Again, “We adore God who is love, who in Jesus Christ gave Himself for us, who offered Himself on the Cross to expiate our sins, and through the power of this love, rose from the dead and lives in His Church. We have no God other than Him” (Pope Francis, 6/21/14).
Saint Paul writes to the Corinthians in his famous hymn on Christlike love (agape), “If I give away all I have, and if I deliver up my body to be burned, but have not love, I gain nothing” (1Co13: 3). Before this sentence Paul mention many other great things that a Christian could do that without love are worthless, e.g., faith to move mountains, spell binding religious oratory, knowledge. If these activities, which are normally consider evidence of divine power and righteousness flowing through a person, are spiritually worthless without love (agape), then those acts normally perceived as less important acts, e.g., giving a person a cup of tea, are equally unavailing spiritually. The wonderful corollary of this, however, is that the smallest act, e.g., giving a cup of tea, done with Christlike love (agape) has eternal significance and divine power within it. This is so because God is love (agape) and by choosing to conform one’s will the will of God who is love (agape) a person becomes a participant in and channel for the power of God that saves, Christlike love (agape).
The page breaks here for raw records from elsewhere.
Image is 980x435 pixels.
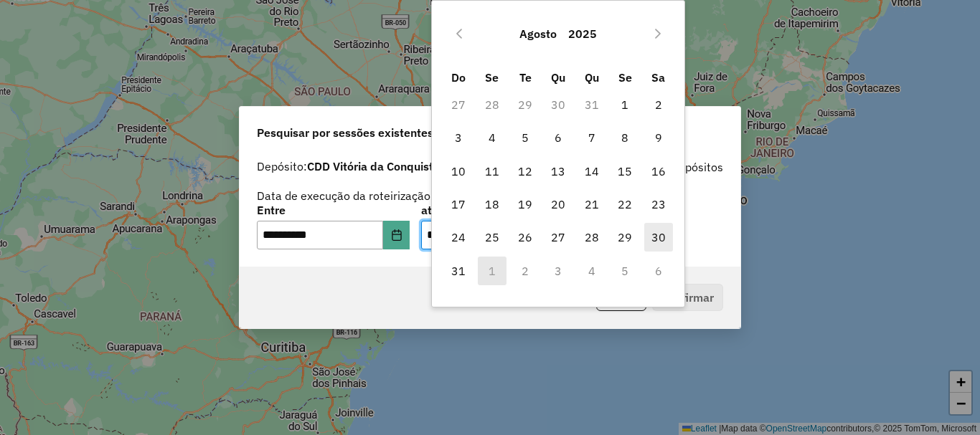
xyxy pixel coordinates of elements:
[511,223,539,252] span: 26
[551,70,565,85] span: Qu
[476,155,509,188] td: 11
[542,255,575,287] td: 3
[608,221,642,254] td: 29
[257,187,434,205] label: Data de execução da roteirização:
[652,70,665,85] span: Sa
[563,17,603,51] button: Choose Year
[476,188,509,221] td: 18
[514,17,563,51] button: Choose Month
[509,255,542,287] td: 2
[257,202,410,219] label: Entre
[645,124,673,152] span: 9
[611,157,639,186] span: 15
[544,157,573,186] span: 13
[478,190,507,219] span: 18
[578,190,606,219] span: 21
[542,121,575,154] td: 6
[476,88,509,121] td: 28
[383,221,410,249] button: Choose Date
[645,157,673,186] span: 16
[542,188,575,221] td: 20
[642,155,674,188] td: 16
[442,188,475,221] td: 17
[642,121,674,154] td: 9
[257,124,433,141] span: Pesquisar por sessões existentes
[478,157,507,186] span: 11
[544,190,573,219] span: 20
[478,223,507,252] span: 25
[544,223,573,252] span: 27
[511,124,539,152] span: 5
[642,255,674,287] td: 6
[608,188,642,221] td: 22
[608,155,642,188] td: 15
[442,121,475,154] td: 3
[511,157,539,186] span: 12
[307,159,440,174] strong: CDD Vitória da Conquista
[509,221,542,254] td: 26
[444,124,473,152] span: 3
[608,88,642,121] td: 1
[442,155,475,188] td: 10
[444,157,473,186] span: 10
[476,255,509,287] td: 1
[509,88,542,121] td: 29
[642,88,674,121] td: 2
[576,121,608,154] td: 7
[576,88,608,121] td: 31
[645,190,673,219] span: 23
[257,158,440,175] label: Depósito:
[520,70,532,85] span: Te
[585,70,599,85] span: Qu
[578,157,606,186] span: 14
[645,90,673,119] span: 2
[611,124,639,152] span: 8
[476,221,509,254] td: 25
[542,88,575,121] td: 30
[442,88,475,121] td: 27
[509,188,542,221] td: 19
[485,70,498,85] span: Se
[509,155,542,188] td: 12
[511,190,539,219] span: 19
[645,223,673,252] span: 30
[476,121,509,154] td: 4
[542,221,575,254] td: 27
[608,121,642,154] td: 8
[576,188,608,221] td: 21
[618,70,632,85] span: Se
[576,221,608,254] td: 28
[444,190,473,219] span: 17
[451,70,466,85] span: Do
[542,155,575,188] td: 13
[442,221,475,254] td: 24
[646,22,670,45] button: Next Month
[611,90,639,119] span: 1
[544,124,573,152] span: 6
[642,221,674,254] td: 30
[642,188,674,221] td: 23
[578,124,606,152] span: 7
[611,190,639,219] span: 22
[421,202,574,219] label: até
[444,223,473,252] span: 24
[576,255,608,287] td: 4
[444,257,473,286] span: 31
[509,121,542,154] td: 5
[576,155,608,188] td: 14
[442,255,475,287] td: 31
[478,124,507,152] span: 4
[578,223,606,252] span: 28
[608,255,642,287] td: 5
[611,223,639,252] span: 29
[448,22,471,45] button: Previous Month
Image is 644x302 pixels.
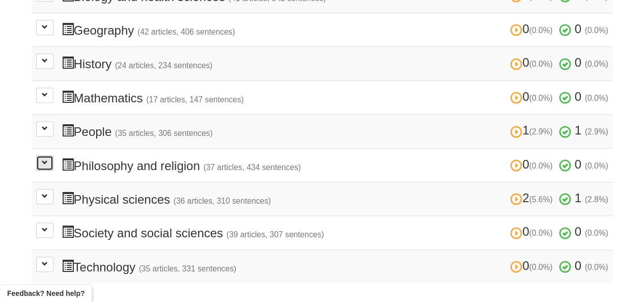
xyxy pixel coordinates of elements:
small: (5.6%) [529,196,552,204]
small: (0.0%) [585,94,608,103]
small: (0.0%) [529,263,552,272]
small: (37 articles, 434 sentences) [203,163,301,172]
small: (17 articles, 147 sentences) [146,96,243,104]
h3: Technology [62,259,608,274]
small: (2.9%) [529,127,552,136]
small: (0.0%) [585,26,608,35]
small: (24 articles, 234 sentences) [115,61,213,70]
span: 0 [574,90,581,104]
small: (35 articles, 331 sentences) [139,265,236,273]
span: 2 [510,191,556,205]
span: 1 [510,124,556,137]
small: (0.0%) [529,60,552,68]
small: (0.0%) [529,229,552,237]
h3: Philosophy and religion [62,158,608,173]
span: 1 [574,191,581,205]
h3: Society and social sciences [62,226,608,240]
span: 0 [574,22,581,35]
small: (0.0%) [585,60,608,68]
span: 0 [510,259,556,273]
span: 1 [574,124,581,137]
span: Open feedback widget [7,288,84,298]
small: (0.0%) [585,263,608,272]
span: 0 [510,22,556,35]
span: 0 [510,157,556,171]
small: (2.9%) [585,127,608,136]
span: 0 [510,55,556,69]
span: 0 [574,225,581,238]
small: (0.0%) [585,162,608,170]
small: (0.0%) [529,26,552,35]
h3: Mathematics [62,90,608,105]
small: (42 articles, 406 sentences) [137,27,235,36]
span: 0 [574,259,581,273]
span: 0 [510,225,556,238]
h3: Physical sciences [62,192,608,206]
small: (2.8%) [585,196,608,204]
span: 0 [574,157,581,171]
small: (0.0%) [585,229,608,237]
small: (35 articles, 306 sentences) [115,129,213,137]
small: (39 articles, 307 sentences) [226,230,324,239]
small: (0.0%) [529,94,552,103]
h3: People [62,124,608,138]
small: (0.0%) [529,162,552,170]
h3: History [62,56,608,71]
span: 0 [574,55,581,69]
small: (36 articles, 310 sentences) [173,196,272,206]
span: 0 [510,90,556,104]
h3: Geography [62,23,608,37]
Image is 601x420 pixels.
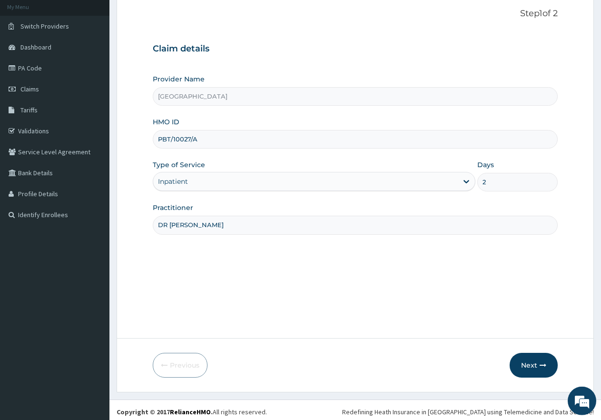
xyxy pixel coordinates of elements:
strong: Copyright © 2017 . [117,408,213,416]
textarea: Type your message and hit 'Enter' [5,260,181,293]
input: Enter HMO ID [153,130,558,149]
label: Days [478,160,494,170]
input: Enter Name [153,216,558,234]
label: Type of Service [153,160,205,170]
div: Minimize live chat window [156,5,179,28]
button: Previous [153,353,208,378]
span: Switch Providers [20,22,69,30]
div: Chat with us now [50,53,160,66]
a: RelianceHMO [170,408,211,416]
span: We're online! [55,120,131,216]
div: Redefining Heath Insurance in [GEOGRAPHIC_DATA] using Telemedicine and Data Science! [342,407,594,417]
p: Step 1 of 2 [153,9,558,19]
h3: Claim details [153,44,558,54]
label: HMO ID [153,117,180,127]
div: Inpatient [158,177,188,186]
img: d_794563401_company_1708531726252_794563401 [18,48,39,71]
label: Provider Name [153,74,205,84]
span: Tariffs [20,106,38,114]
label: Practitioner [153,203,193,212]
span: Dashboard [20,43,51,51]
button: Next [510,353,558,378]
span: Claims [20,85,39,93]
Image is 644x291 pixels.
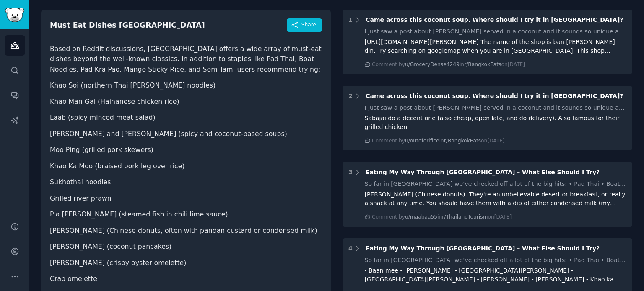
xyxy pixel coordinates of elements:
div: [PERSON_NAME] (Chinese donuts). They're an unbelievable desert or breakfast, or really a snack at... [365,190,627,208]
div: Must Eat Dishes [GEOGRAPHIC_DATA] [50,20,205,31]
li: [PERSON_NAME] (coconut pancakes) [50,241,322,252]
div: Comment by in on [DATE] [372,214,511,221]
button: Share [287,18,322,32]
div: I just saw a post about [PERSON_NAME] served in a coconut and it sounds so unique and interesting... [365,27,627,36]
li: Pla [PERSON_NAME] (steamed fish in chili lime sauce) [50,209,322,220]
li: Khao Soi (northern Thai [PERSON_NAME] noodles) [50,80,322,91]
span: u/maabaa55 [405,214,437,220]
li: Moo Ping (grilled pork skewers) [50,145,322,155]
div: So far in [GEOGRAPHIC_DATA] we’ve checked off a lot of the big hits: • Pad Thai • Boat Noodles • ... [365,179,627,188]
li: Laab (spicy minced meat salad) [50,113,322,123]
div: Comment by in on [DATE] [372,137,505,145]
span: u/outoforifice [405,138,439,144]
div: 2 [349,92,353,101]
div: [URL][DOMAIN_NAME][PERSON_NAME] The name of the shop is ban [PERSON_NAME] din. Try searching on g... [365,38,627,55]
div: 4 [349,244,353,253]
div: I just saw a post about [PERSON_NAME] served in a coconut and it sounds so unique and interesting... [365,104,627,112]
p: Based on Reddit discussions, [GEOGRAPHIC_DATA] offers a wide array of must-eat dishes beyond the ... [50,44,322,75]
img: GummySearch logo [5,7,24,22]
li: Grilled river prawn [50,193,322,204]
span: Share [301,21,316,29]
div: 3 [349,168,353,176]
div: Sabajai do a decent one (also cheap, open late, and do delivery). Also famous for their grilled c... [365,114,627,131]
div: So far in [GEOGRAPHIC_DATA] we’ve checked off a lot of the big hits: • Pad Thai • Boat Noodles • ... [365,256,627,265]
li: Khao Ka Moo (braised pork leg over rice) [50,161,322,172]
span: r/BangkokEats [464,61,501,67]
span: r/BangkokEats [444,138,481,144]
span: Eating My Way Through [GEOGRAPHIC_DATA] – What Else Should I Try? [365,245,599,251]
li: [PERSON_NAME] (Chinese donuts, often with pandan custard or condensed milk) [50,226,322,236]
li: [PERSON_NAME] (crispy oyster omelette) [50,258,322,268]
span: Eating My Way Through [GEOGRAPHIC_DATA] – What Else Should I Try? [365,169,599,175]
span: u/GroceryDense4249 [405,61,459,67]
li: Sukhothai noodles [50,177,322,187]
li: Khao Man Gai (Hainanese chicken rice) [50,97,322,107]
span: r/ThailandTourism [442,214,488,220]
li: Crab omelette [50,274,322,284]
span: Came across this coconut soup. Where should I try it in [GEOGRAPHIC_DATA]? [365,93,623,99]
div: Comment by in on [DATE] [372,61,525,68]
div: - Baan mee - [PERSON_NAME] - [GEOGRAPHIC_DATA][PERSON_NAME] - [GEOGRAPHIC_DATA][PERSON_NAME] - [P... [365,266,627,284]
li: [PERSON_NAME] and [PERSON_NAME] (spicy and coconut-based soups) [50,129,322,139]
div: 1 [349,15,353,24]
span: Came across this coconut soup. Where should I try it in [GEOGRAPHIC_DATA]? [365,16,623,23]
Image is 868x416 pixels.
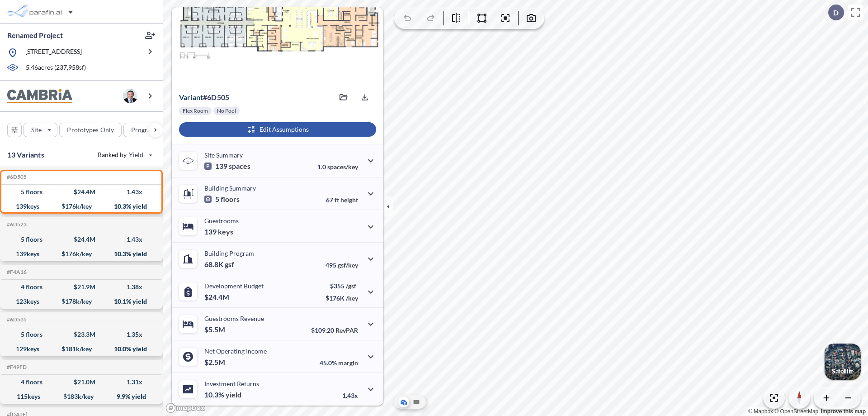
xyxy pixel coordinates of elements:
[325,294,359,302] p: $176K
[326,196,359,203] p: 67
[204,194,240,203] p: 5
[825,343,861,379] button: Switcher ImageSatellite
[7,89,73,103] img: BrandImage
[31,125,41,134] p: Site
[317,163,359,171] p: 1.0
[217,107,236,114] p: No Pool
[338,358,359,367] span: margin
[131,125,156,134] p: Program
[5,173,27,180] h5: Click to copy the code
[204,324,226,333] p: $5.5M
[320,358,359,367] p: 45.0%
[5,221,27,227] h5: Click to copy the code
[23,122,58,137] button: Site
[832,367,854,375] p: Satellite
[334,196,339,203] span: ft
[204,358,226,367] p: $2.5M
[123,122,173,137] button: Program
[346,294,359,302] span: /key
[179,93,203,102] span: Variant
[204,347,267,355] p: Net Operating Income
[7,149,44,160] p: 13 Variants
[66,125,114,134] p: Prototypes Only
[346,282,357,289] span: /gsf
[204,217,239,225] p: Guestrooms
[342,391,359,399] p: 1.43x
[218,227,234,236] span: keys
[748,408,774,414] a: Mapbox
[338,261,359,269] span: gsf/key
[411,396,422,407] button: Site Plan
[204,292,231,301] p: $24.4M
[7,31,63,40] p: Renamed Project
[25,47,82,58] p: [STREET_ADDRESS]
[5,316,27,323] h5: Click to copy the code
[825,343,861,379] img: Switcher Image
[204,282,263,289] p: Development Budget
[325,282,359,289] p: $355
[834,9,839,17] p: D
[775,408,819,414] a: OpenStreetMap
[204,249,254,257] p: Building Program
[341,196,359,203] span: height
[311,326,359,333] p: $109.20
[204,227,234,236] p: 139
[229,162,251,171] span: spaces
[165,403,205,412] a: Mapbox homepage
[123,89,137,103] img: user logo
[398,396,409,407] button: Aerial View
[225,260,235,269] span: gsf
[335,326,359,333] span: RevPAR
[204,314,264,322] p: Guestrooms Revenue
[221,194,240,203] span: floors
[59,122,121,137] button: Prototypes Only
[179,122,376,137] button: Edit Assumptions
[179,93,229,102] p: # 6d505
[204,379,259,387] p: Investment Returns
[182,107,208,114] p: Flex Room
[204,260,235,269] p: 68.8K
[204,162,251,171] p: 139
[327,163,359,171] span: spaces/key
[204,184,256,191] p: Building Summary
[226,390,242,399] span: yield
[204,390,242,399] p: 10.3%
[128,150,144,159] span: Yield
[325,261,359,269] p: 495
[5,364,27,370] h5: Click to copy the code
[91,147,158,162] button: Ranked by Yield
[26,63,86,73] p: 5.46 acres ( 237,958 sf)
[204,151,243,159] p: Site Summary
[5,269,27,275] h5: Click to copy the code
[821,408,866,414] a: Improve this map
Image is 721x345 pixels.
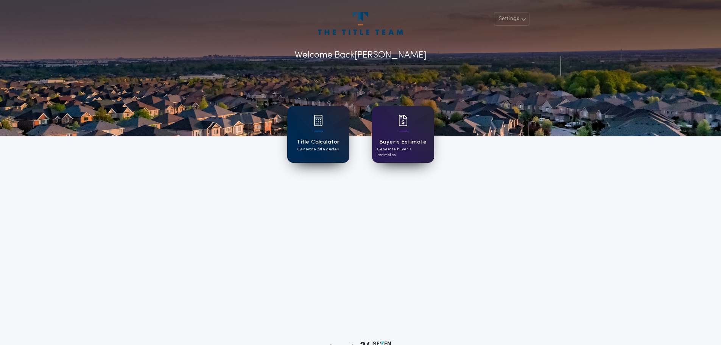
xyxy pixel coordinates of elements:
h1: Buyer's Estimate [379,138,426,146]
h1: Title Calculator [296,138,339,146]
img: account-logo [318,12,403,35]
a: card iconBuyer's EstimateGenerate buyer's estimates [372,106,434,163]
p: Generate title quotes [297,146,339,152]
p: Generate buyer's estimates [377,146,429,158]
p: Welcome Back [PERSON_NAME] [294,48,426,62]
img: card icon [398,115,408,126]
img: card icon [314,115,323,126]
button: Settings [494,12,529,26]
a: card iconTitle CalculatorGenerate title quotes [287,106,349,163]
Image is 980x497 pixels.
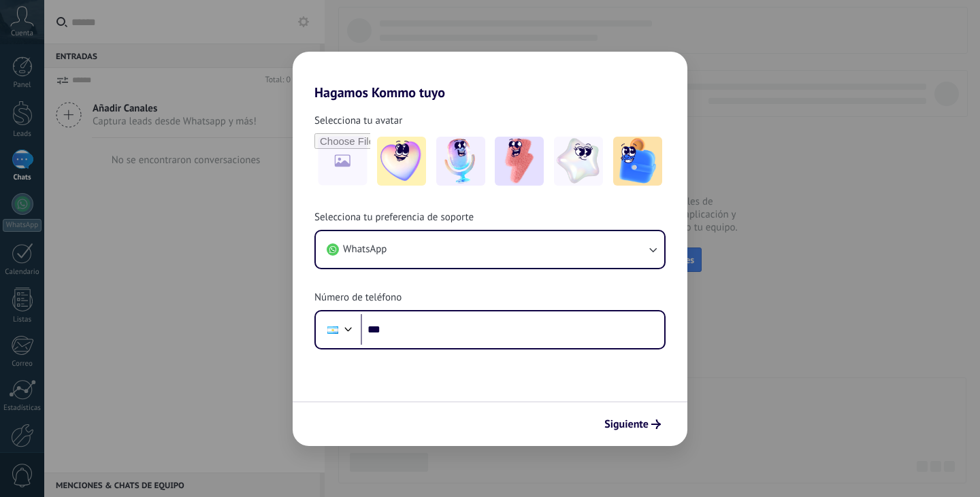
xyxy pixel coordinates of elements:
[320,316,346,344] div: Argentina: + 54
[436,137,485,186] img: -2.jpeg
[377,137,426,186] img: -1.jpeg
[604,420,648,429] span: Siguiente
[598,413,667,436] button: Siguiente
[554,137,603,186] img: -4.jpeg
[316,231,664,268] button: WhatsApp
[495,137,544,186] img: -3.jpeg
[314,114,402,128] span: Selecciona tu avatar
[613,137,662,186] img: -5.jpeg
[314,291,401,304] span: Número de teléfono
[314,211,474,225] span: Selecciona tu preferencia de soporte
[343,243,387,256] span: WhatsApp
[293,51,687,101] h2: Hagamos Kommo tuyo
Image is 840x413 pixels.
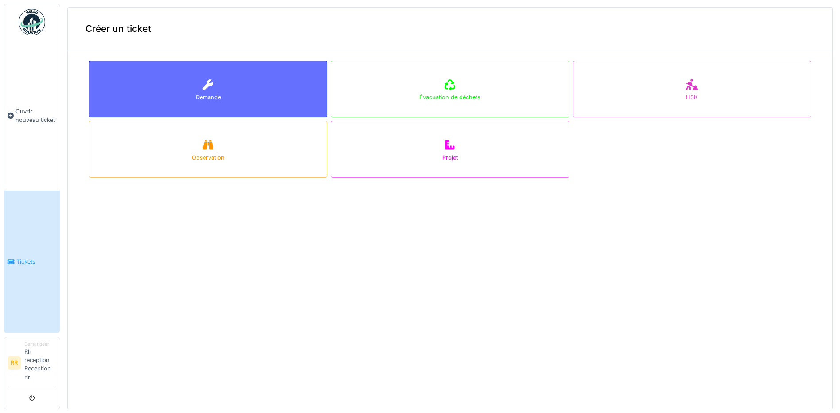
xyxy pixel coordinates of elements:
[4,40,60,190] a: Ouvrir nouveau ticket
[4,190,60,332] a: Tickets
[15,107,56,124] span: Ouvrir nouveau ticket
[8,341,56,387] a: RR DemandeurRlr reception Reception rlr
[19,9,45,35] img: Badge_color-CXgf-gQk.svg
[686,93,698,101] div: HSK
[419,93,480,101] div: Évacuation de déchets
[16,257,56,266] span: Tickets
[24,341,56,347] div: Demandeur
[24,341,56,385] li: Rlr reception Reception rlr
[442,153,458,162] div: Projet
[8,356,21,369] li: RR
[196,93,221,101] div: Demande
[192,153,225,162] div: Observation
[68,8,833,50] div: Créer un ticket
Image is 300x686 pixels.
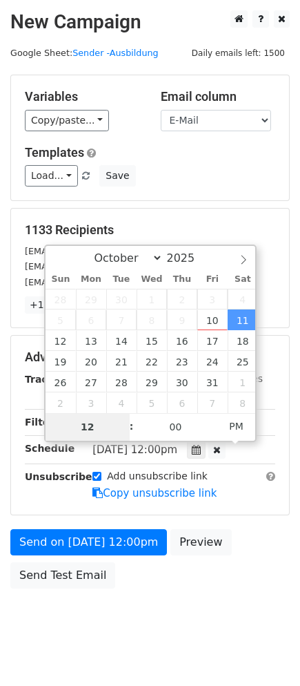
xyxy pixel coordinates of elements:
h5: Advanced [25,349,275,365]
span: Thu [167,275,197,284]
span: October 11, 2025 [228,309,258,330]
span: October 17, 2025 [197,330,228,351]
span: Daily emails left: 1500 [187,46,290,61]
span: October 28, 2025 [106,371,137,392]
h5: 1133 Recipients [25,222,275,237]
span: Sun [46,275,76,284]
span: October 25, 2025 [228,351,258,371]
span: October 24, 2025 [197,351,228,371]
span: Tue [106,275,137,284]
span: October 10, 2025 [197,309,228,330]
a: Send Test Email [10,562,115,588]
span: October 1, 2025 [137,289,167,309]
h2: New Campaign [10,10,290,34]
span: Mon [76,275,106,284]
span: October 29, 2025 [137,371,167,392]
input: Year [163,251,213,264]
small: [EMAIL_ADDRESS][DOMAIN_NAME] [25,246,179,256]
span: October 26, 2025 [46,371,76,392]
span: October 22, 2025 [137,351,167,371]
span: : [130,412,134,440]
a: +1130 more [25,296,95,313]
span: September 30, 2025 [106,289,137,309]
span: October 16, 2025 [167,330,197,351]
input: Minute [134,413,218,440]
span: October 6, 2025 [76,309,106,330]
span: November 1, 2025 [228,371,258,392]
span: Sat [228,275,258,284]
h5: Email column [161,89,276,104]
span: Click to toggle [217,412,255,440]
a: Daily emails left: 1500 [187,48,290,58]
small: Google Sheet: [10,48,159,58]
span: September 29, 2025 [76,289,106,309]
a: Send on [DATE] 12:00pm [10,529,167,555]
span: Wed [137,275,167,284]
span: [DATE] 12:00pm [93,443,177,456]
span: October 4, 2025 [228,289,258,309]
span: November 5, 2025 [137,392,167,413]
strong: Filters [25,416,60,427]
strong: Schedule [25,443,75,454]
span: October 21, 2025 [106,351,137,371]
div: Chat-Widget [231,619,300,686]
span: October 14, 2025 [106,330,137,351]
span: October 3, 2025 [197,289,228,309]
span: November 7, 2025 [197,392,228,413]
span: November 8, 2025 [228,392,258,413]
span: October 19, 2025 [46,351,76,371]
span: November 4, 2025 [106,392,137,413]
span: Fri [197,275,228,284]
span: October 20, 2025 [76,351,106,371]
a: Load... [25,165,78,186]
span: October 2, 2025 [167,289,197,309]
span: October 27, 2025 [76,371,106,392]
span: November 6, 2025 [167,392,197,413]
a: Preview [171,529,231,555]
strong: Tracking [25,374,71,385]
strong: Unsubscribe [25,471,93,482]
span: October 23, 2025 [167,351,197,371]
a: Copy unsubscribe link [93,487,217,499]
small: [EMAIL_ADDRESS][DOMAIN_NAME] [25,277,179,287]
small: [EMAIL_ADDRESS][PERSON_NAME][DOMAIN_NAME] [25,261,252,271]
span: October 8, 2025 [137,309,167,330]
span: October 9, 2025 [167,309,197,330]
span: October 13, 2025 [76,330,106,351]
span: October 31, 2025 [197,371,228,392]
label: Add unsubscribe link [107,469,208,483]
input: Hour [46,413,130,440]
span: October 7, 2025 [106,309,137,330]
iframe: Chat Widget [231,619,300,686]
button: Save [99,165,135,186]
span: November 3, 2025 [76,392,106,413]
h5: Variables [25,89,140,104]
a: Sender -Ausbildung [72,48,159,58]
a: Copy/paste... [25,110,109,131]
span: October 30, 2025 [167,371,197,392]
a: Templates [25,145,84,159]
span: October 12, 2025 [46,330,76,351]
span: October 15, 2025 [137,330,167,351]
span: October 18, 2025 [228,330,258,351]
span: September 28, 2025 [46,289,76,309]
span: November 2, 2025 [46,392,76,413]
span: October 5, 2025 [46,309,76,330]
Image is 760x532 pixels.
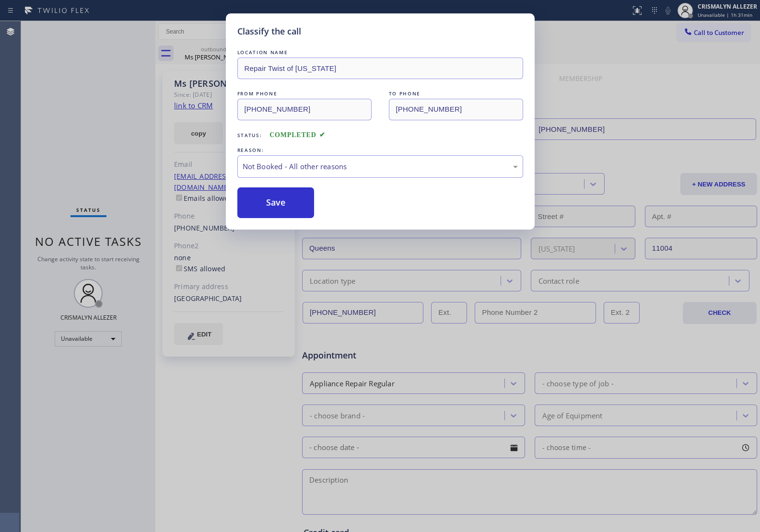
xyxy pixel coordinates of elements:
[237,132,262,138] span: Status:
[237,89,372,98] div: FROM PHONE
[237,25,301,38] h5: Classify the call
[389,89,523,98] div: TO PHONE
[243,161,518,172] div: Not Booked - All other reasons
[237,187,314,218] button: Save
[237,98,372,120] input: From phone
[237,145,523,155] div: REASON:
[237,48,523,57] div: LOCATION NAME
[389,98,523,120] input: To phone
[269,131,325,138] span: COMPLETED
This also means that a crucifixion, a cross, without love does not save. In no way do the mere words, “by His suffering and death we are saved,” or “by the blood of the cross we are saved,” fully, or even properly or understandably,” communicate the fundamental reality, the essential element of choice at the crucifixion of Jesus. It is not “suffering and dying” in order somehow to placate God, that is the indispensable reality of Jesus’ crucifixion. It is loving as the God of love desires Jesus and everyone to love. The preeminent Catholic Biblical scholar of the mid-twentieth century, the late Rev. John L. McKenzie, writes in his interpretation of the New Testament [The Power and the Wisdom (1965), Imprimi Potest, Nihil Obstat, and Imprimatur (1965)],
“Jesus experienced nothing, we have noticed, that is not part of the human condition. And he thus placed his achievements within the reach of all men. Suffering and death are the normal human condition. Jesus does not ennoble them, but he makes them the means by which man is liberated from sin and death. He demands nothing that is not within the reach of every man of every age. The deliverance of man is not to be accomplished by an act, which can be shared by only a few. Jesus meets man in the common destiny of all men.
There has long been a tradition that has elevated the mystique of suffering for its own sake. Many Christian ascetics have sough fuller identification with Jesus as the Suffering Servant by the deliberate refusal of pleasure and the deliberate infliction of pain on themselves. A morbid form of this asceticism keeps pleasure from other and inflicts pain on others. The number of venerable names associated with this tradition is alarming, and one questions it at the risk of appearing to be a lover of the good life… Mere cultivation of pain does not assure identity with Jesus the Suffering Son of Man. We must point out mere animal pain does not save. Identity with Jesus suffering is first of all identity with Jesus loving, to put it in a single word.”